Tuesday, November 10, 2009

Senate Plan Would Expand Regulation of Risky Lending

Senate Plan Would Expand Regulation of Risky Lending
By STEPHEN LABATON
Copyright by The New York Times
Published: November 10, 2009
http://www.nytimes.com/2009/11/11/business/11regulate.html?hpw


WASHINGTON — The chairman of the Senate banking committee proposed on Tuesday to drastically overhaul the regulatory system by consolidating bank agencies, creating a consumer financial protection agency and imposing new restraints on exotic financial instruments and credit rating agencies.

The 1,136-page plan by Senator Christopher J. Dodd, a Connecticut Democrat, differs in major respects from both the White House and House plans. Even before it was made public, it had encountered sharp resistance from Republicans and powerful business interests in Washington. With only a few weeks left in the legislative session, it is all but certain that Congress will not deliver on President Obama’s request to repair the financial regulatory system by the end of the year unless major compromises are quickly struck.

Still, the long-awaited Senate plan is significant as a starting point for the lawmakers, who are increasingly talking about trying to complete legislation during the first three months of 2010. While the measure will inevitably be revised during weeks of behind-the-scenes negotiations, it lays down the first marker by Mr. Dodd and other senior Democrats on the banking committee.

Mr. Dodd has said he hopes to move the bill through the banking committee in the next few weeks. In recent days he has been rewriting major portions to gain support from more Democrats on the committee.

In the House, Representative Barney Frank has guided the Financial Services Committee through a series of legislative drafting sessions that could lead to passage of a comprehensive bill by the full House as early as next month. His committee has already approved a host of major regulatory changes and is expected to complete work soon on a contentious chapter that would give the government greater authority to seize large and troubled financial companies.

But in the Senate, where 60 votes are required to move controversial legislation through the chamber, Mr. Dodd has considerable work ahead of him.

Senior administration officials said the Dodd plan was a good starting point that, while different from the White House plan in major ways, embraced its core principles and addressed many of the problems that had been identified as causes of the financial crisis.

Mr. Dodd and his staff had held regular meetings with Senator Richard C. Shelby of Alabama, the ranking Republican on the banking committee, but those talks recently broke down. Mr. Shelby is said to be opposed to major provisions of Mr. Dodd’s bill, most notably the creation of an agency to protect consumers from abusive and deceptive mortgages and credit cards. Mr. Dodd has yet to produce a Republican who supports his plan. Moreover, several provisions will probably be opposed by moderate and conservative Democrats with ties to various industry groups that have raised objections to the measure.

The Dodd proposal would create an agency to monitor and address systemic risks posed by large financial companies. It would give the agency the authority to write tougher capital standards and to break up any companies if they posed a threat to the financial stability of the nation.

The proposal would merge the current federal supervisory oversight of the banking system from four agencies into one new agency. It would create a separate division within that agency to regulate smaller banks. The biggest losers under such a plan would be the Federal Reserve and the Federal Deposit Insurance Corporation, two of the bank agencies that would go out of the business of handling day-to-day supervision of thousands of institutions.

Both the White House and the House plan do not go that far in consolidating agencies. Rather, they would merge the four bank agencies into three by combining the Office of the Comptroller, which regulates federally chartered banks, with the Office of Thrift Supervision, which supervises savings and loans. They would not change the authority of the Federal Reserve and the Federal Deposit Insurance Corporation to regulate banks.

One big winner under Mr. Dodd’s plan is the Securities and Exchange Commission, which would not only get greater authority but more resources. Adopting a proposal by Senator Charles E. Schumer, Democrat of New York, the plan would permit the commission to retain the fees it charges Wall Street and by being self-financed, not only have a larger budget, but also remove the political constraints of being financed each year by Congressional appropriations. Democratic and Republican leaders of the commission have sought such authority for decades but Congress, which prefers to use the power of the purse as a tool to supervise the agency, has never agreed.

Mr. Dodd’s plan would impose tighter restrictions on the largely unregulated derivatives market. It would require many derivatives to be traded through clearinghouses where they could be monitored.

The measure would require that hedge funds with more than $100 million in assets be registered with the S.E.C. and disclose financial information so that they could be monitored by regulators.

In the area of corporate governance, the measure would give shareholders the right to hold nonbinding votes on the pay of senior executives. It would give shareholders more of a say in nominating directors. And it would impose new requirements on the compensation committees of boards.

The legislation would also place new restrictions on financial companies that repackage mortgages into securities and sell them in the secondary market. It would require such companies to hold at least 10 percent of the mortgages so that they would have a financial incentive to assure the quality of the securities.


#### [Work required]
Each line of the records that follow must come back exactly, with pictures skipped.

#### [Data tied to figure images]
--------
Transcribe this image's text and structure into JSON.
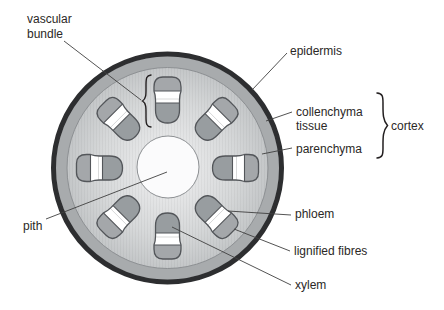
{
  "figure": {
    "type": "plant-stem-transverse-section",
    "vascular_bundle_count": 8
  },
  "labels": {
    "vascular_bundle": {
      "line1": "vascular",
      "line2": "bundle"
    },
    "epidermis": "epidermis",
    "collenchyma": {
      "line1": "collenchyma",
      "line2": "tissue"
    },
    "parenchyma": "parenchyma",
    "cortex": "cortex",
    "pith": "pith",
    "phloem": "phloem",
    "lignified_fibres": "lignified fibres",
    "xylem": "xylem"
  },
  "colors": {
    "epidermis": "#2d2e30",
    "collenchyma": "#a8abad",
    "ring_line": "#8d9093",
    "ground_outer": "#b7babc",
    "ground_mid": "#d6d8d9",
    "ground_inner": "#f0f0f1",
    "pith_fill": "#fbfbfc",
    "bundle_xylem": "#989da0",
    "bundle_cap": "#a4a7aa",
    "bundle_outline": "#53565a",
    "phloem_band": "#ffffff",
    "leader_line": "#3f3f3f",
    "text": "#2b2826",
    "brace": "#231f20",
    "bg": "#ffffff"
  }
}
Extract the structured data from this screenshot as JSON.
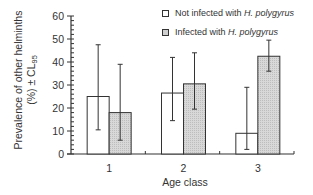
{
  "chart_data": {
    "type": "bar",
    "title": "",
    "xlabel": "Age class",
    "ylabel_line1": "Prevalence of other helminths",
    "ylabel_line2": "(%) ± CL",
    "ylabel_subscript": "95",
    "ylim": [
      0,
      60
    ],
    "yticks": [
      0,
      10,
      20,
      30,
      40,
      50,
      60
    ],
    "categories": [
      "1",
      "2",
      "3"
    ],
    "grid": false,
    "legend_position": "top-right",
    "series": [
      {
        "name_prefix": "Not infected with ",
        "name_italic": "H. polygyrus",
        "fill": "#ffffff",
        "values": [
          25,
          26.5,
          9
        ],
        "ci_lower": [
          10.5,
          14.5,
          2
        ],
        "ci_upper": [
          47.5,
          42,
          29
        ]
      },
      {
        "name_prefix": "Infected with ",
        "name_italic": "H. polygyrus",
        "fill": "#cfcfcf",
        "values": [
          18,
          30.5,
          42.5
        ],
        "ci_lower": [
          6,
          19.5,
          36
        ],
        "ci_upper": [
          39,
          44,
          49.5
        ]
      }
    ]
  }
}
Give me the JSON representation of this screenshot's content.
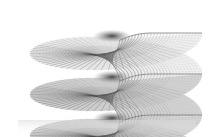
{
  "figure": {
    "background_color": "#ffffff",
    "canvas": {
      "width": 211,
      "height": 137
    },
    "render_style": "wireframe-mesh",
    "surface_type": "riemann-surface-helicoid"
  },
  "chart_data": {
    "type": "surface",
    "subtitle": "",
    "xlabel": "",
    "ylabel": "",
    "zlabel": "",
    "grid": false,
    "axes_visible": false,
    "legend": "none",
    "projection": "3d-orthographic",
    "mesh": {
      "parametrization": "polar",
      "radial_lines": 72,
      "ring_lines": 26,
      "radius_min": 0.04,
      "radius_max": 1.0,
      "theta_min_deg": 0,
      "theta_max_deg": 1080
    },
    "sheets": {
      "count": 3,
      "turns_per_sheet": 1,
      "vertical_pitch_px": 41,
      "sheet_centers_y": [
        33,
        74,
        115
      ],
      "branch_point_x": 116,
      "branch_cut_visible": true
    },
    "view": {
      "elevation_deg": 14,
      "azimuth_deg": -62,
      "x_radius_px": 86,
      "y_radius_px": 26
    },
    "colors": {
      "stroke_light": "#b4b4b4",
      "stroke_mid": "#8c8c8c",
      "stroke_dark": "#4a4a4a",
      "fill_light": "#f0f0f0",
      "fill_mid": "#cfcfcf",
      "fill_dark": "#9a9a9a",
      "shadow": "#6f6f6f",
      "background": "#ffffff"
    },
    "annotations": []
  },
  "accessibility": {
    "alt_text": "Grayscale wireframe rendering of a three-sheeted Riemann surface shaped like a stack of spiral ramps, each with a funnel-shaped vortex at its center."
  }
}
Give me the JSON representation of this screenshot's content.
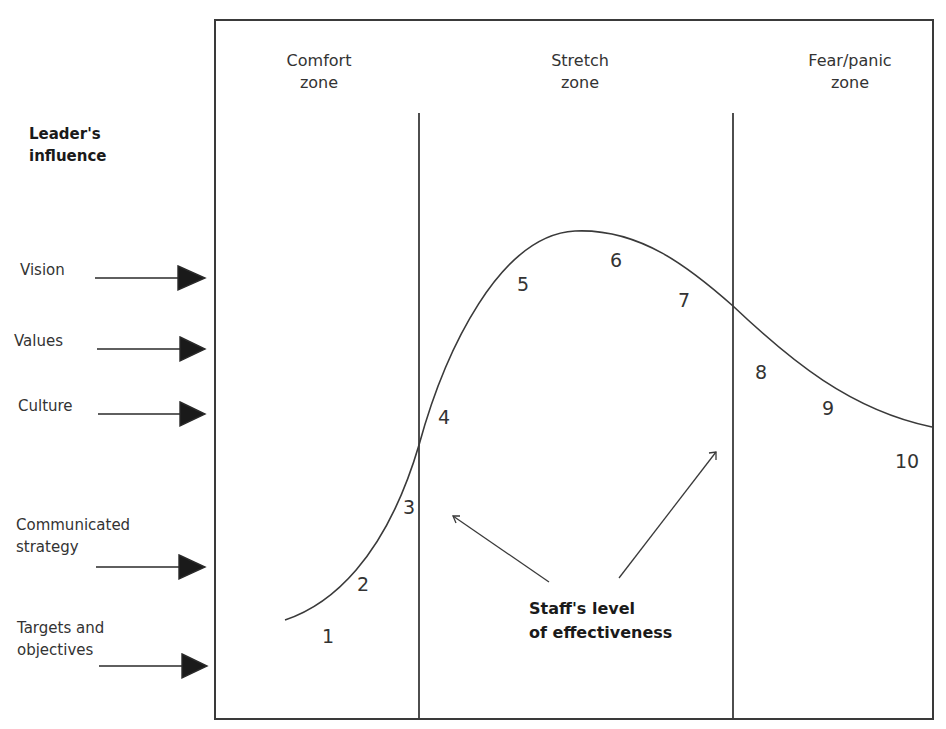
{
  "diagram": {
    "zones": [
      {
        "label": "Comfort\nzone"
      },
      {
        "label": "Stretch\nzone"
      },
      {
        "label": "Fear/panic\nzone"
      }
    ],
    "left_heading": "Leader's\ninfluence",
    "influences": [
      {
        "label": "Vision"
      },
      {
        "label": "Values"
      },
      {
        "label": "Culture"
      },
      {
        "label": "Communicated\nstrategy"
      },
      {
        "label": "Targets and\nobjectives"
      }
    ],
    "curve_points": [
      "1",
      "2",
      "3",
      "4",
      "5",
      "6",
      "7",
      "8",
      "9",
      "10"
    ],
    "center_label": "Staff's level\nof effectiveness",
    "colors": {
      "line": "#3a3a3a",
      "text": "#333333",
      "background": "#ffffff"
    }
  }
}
--------
#### [Written answer]
Transcribe this image's text and structure into JSON.
{
  "figure": {
    "type": "plant-stem-transverse-section",
    "vascular_bundle_count": 8
  },
  "labels": {
    "vascular_bundle": {
      "line1": "vascular",
      "line2": "bundle"
    },
    "epidermis": "epidermis",
    "collenchyma": {
      "line1": "collenchyma",
      "line2": "tissue"
    },
    "parenchyma": "parenchyma",
    "cortex": "cortex",
    "pith": "pith",
    "phloem": "phloem",
    "lignified_fibres": "lignified fibres",
    "xylem": "xylem"
  },
  "colors": {
    "epidermis": "#2d2e30",
    "collenchyma": "#a8abad",
    "ring_line": "#8d9093",
    "ground_outer": "#b7babc",
    "ground_mid": "#d6d8d9",
    "ground_inner": "#f0f0f1",
    "pith_fill": "#fbfbfc",
    "bundle_xylem": "#989da0",
    "bundle_cap": "#a4a7aa",
    "bundle_outline": "#53565a",
    "phloem_band": "#ffffff",
    "leader_line": "#3f3f3f",
    "text": "#2b2826",
    "brace": "#231f20",
    "bg": "#ffffff"
  }
}
Extract the structured data from this screenshot as JSON.
{
  "chart_data": {
    "type": "bar",
    "title": "",
    "xlabel": "Age class",
    "ylabel_line1": "Prevalence of other helminths",
    "ylabel_line2": "(%) ± CL",
    "ylabel_subscript": "95",
    "ylim": [
      0,
      60
    ],
    "yticks": [
      0,
      10,
      20,
      30,
      40,
      50,
      60
    ],
    "categories": [
      "1",
      "2",
      "3"
    ],
    "grid": false,
    "legend_position": "top-right",
    "series": [
      {
        "name_prefix": "Not infected with ",
        "name_italic": "H. polygyrus",
        "fill": "#ffffff",
        "values": [
          25,
          26.5,
          9
        ],
        "ci_lower": [
          10.5,
          14.5,
          2
        ],
        "ci_upper": [
          47.5,
          42,
          29
        ]
      },
      {
        "name_prefix": "Infected with ",
        "name_italic": "H. polygyrus",
        "fill": "#cfcfcf",
        "values": [
          18,
          30.5,
          42.5
        ],
        "ci_lower": [
          6,
          19.5,
          36
        ],
        "ci_upper": [
          39,
          44,
          49.5
        ]
      }
    ]
  }
}
Give me the JSON representation of this screenshot's content.
{
  "figure": {
    "background_color": "#ffffff",
    "canvas": {
      "width": 211,
      "height": 137
    },
    "render_style": "wireframe-mesh",
    "surface_type": "riemann-surface-helicoid"
  },
  "chart_data": {
    "type": "surface",
    "subtitle": "",
    "xlabel": "",
    "ylabel": "",
    "zlabel": "",
    "grid": false,
    "axes_visible": false,
    "legend": "none",
    "projection": "3d-orthographic",
    "mesh": {
      "parametrization": "polar",
      "radial_lines": 72,
      "ring_lines": 26,
      "radius_min": 0.04,
      "radius_max": 1.0,
      "theta_min_deg": 0,
      "theta_max_deg": 1080
    },
    "sheets": {
      "count": 3,
      "turns_per_sheet": 1,
      "vertical_pitch_px": 41,
      "sheet_centers_y": [
        33,
        74,
        115
      ],
      "branch_point_x": 116,
      "branch_cut_visible": true
    },
    "view": {
      "elevation_deg": 14,
      "azimuth_deg": -62,
      "x_radius_px": 86,
      "y_radius_px": 26
    },
    "colors": {
      "stroke_light": "#b4b4b4",
      "stroke_mid": "#8c8c8c",
      "stroke_dark": "#4a4a4a",
      "fill_light": "#f0f0f0",
      "fill_mid": "#cfcfcf",
      "fill_dark": "#9a9a9a",
      "shadow": "#6f6f6f",
      "background": "#ffffff"
    },
    "annotations": []
  },
  "accessibility": {
    "alt_text": "Grayscale wireframe rendering of a three-sheeted Riemann surface shaped like a stack of spiral ramps, each with a funnel-shaped vortex at its center."
  }
}
Give me the JSON representation of this screenshot's content.
{
  "diagram": {
    "zones": [
      {
        "label": "Comfort\nzone"
      },
      {
        "label": "Stretch\nzone"
      },
      {
        "label": "Fear/panic\nzone"
      }
    ],
    "left_heading": "Leader's\ninfluence",
    "influences": [
      {
        "label": "Vision"
      },
      {
        "label": "Values"
      },
      {
        "label": "Culture"
      },
      {
        "label": "Communicated\nstrategy"
      },
      {
        "label": "Targets and\nobjectives"
      }
    ],
    "curve_points": [
      "1",
      "2",
      "3",
      "4",
      "5",
      "6",
      "7",
      "8",
      "9",
      "10"
    ],
    "center_label": "Staff's level\nof effectiveness",
    "colors": {
      "line": "#3a3a3a",
      "text": "#333333",
      "background": "#ffffff"
    }
  }
}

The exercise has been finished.